Monday, Jun. 07, 1943
Last Ditch
The Japanese admitted the loss of Attu this week. Tokyo reported that the Jap forces perished in a desperate counterattack. The U.S. Navy, more reserved, believed there were still last-ditch snipers around Chichagof Harbor. This belief was borne out by an account of the fighting sent from U.S. Aleutian Headquarters by TIME Correspondent Robert Sherrod late last week:
Now the Japs are pinned on and around a nameless little peninsula that sticks out into Chichagof Harbor -- an area from three to seven thousand yards deep and maybe four thousand yards wide. The battle now is a matter of yards.
A ridge cuts down the peninsula, its fog-hidden peaks rising at times to a height of 2,000 ft. Here the Japs dug in, under rock ledges and beside boulders, their machine guns cleverly camouflaged, their snipers posted at angles to protect the machine gunners.
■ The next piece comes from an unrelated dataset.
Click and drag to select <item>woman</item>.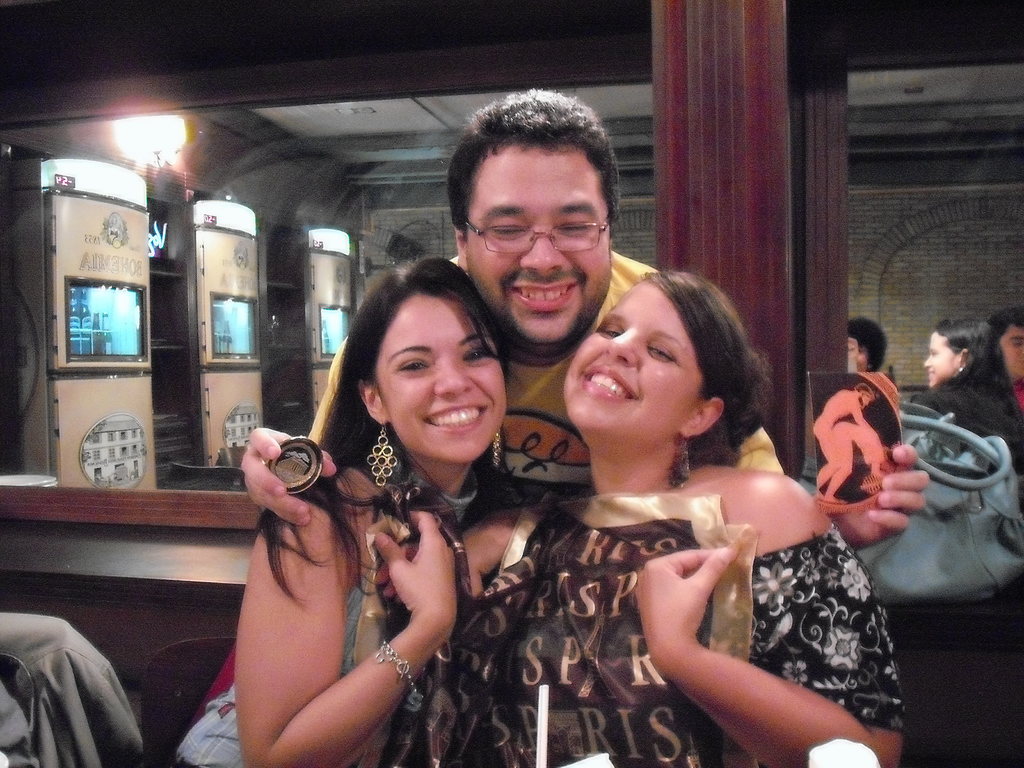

Jap strategy is plain: to die, but to take as many Americans with them as possible.
Snipers and machine gunners have plenty of ammunition and food. They are warmly dressed for the damp, chilling weather --their caps with ear muffs are filled with kapok, their gloves, boots and heavy coats are lined with white rabbit fur.
The Japs had expected a long stay on Attu. Their food supplies were ample: shrimp and crab meat and bamboo shoots, spices and soy sauce and dried black seaweed for flavoring rice. They varied this diet by catching salmon and halibut, shooting Emperor geese and Yukon River ducks. They had hundreds of gallons of sake.
Their remaining stay on Attu now appears to be short. Now the fighting has narrowed to a battle of soldier against soldier. U.S. troops are going in with rifle and bayonet and prying out each sniper, then blasting out each machine gunner with grenades. Such fighting takes canny soldiering. It takes guts.
Such fighting also entails losses. But losses to weather on the slopes of Chichagof ridge may top losses to Jap bullets.
A fairly high proportion of the Japs on Attu have already been killed. The rest will be killed as soon as they can be reached. So far no Jap has surrendered.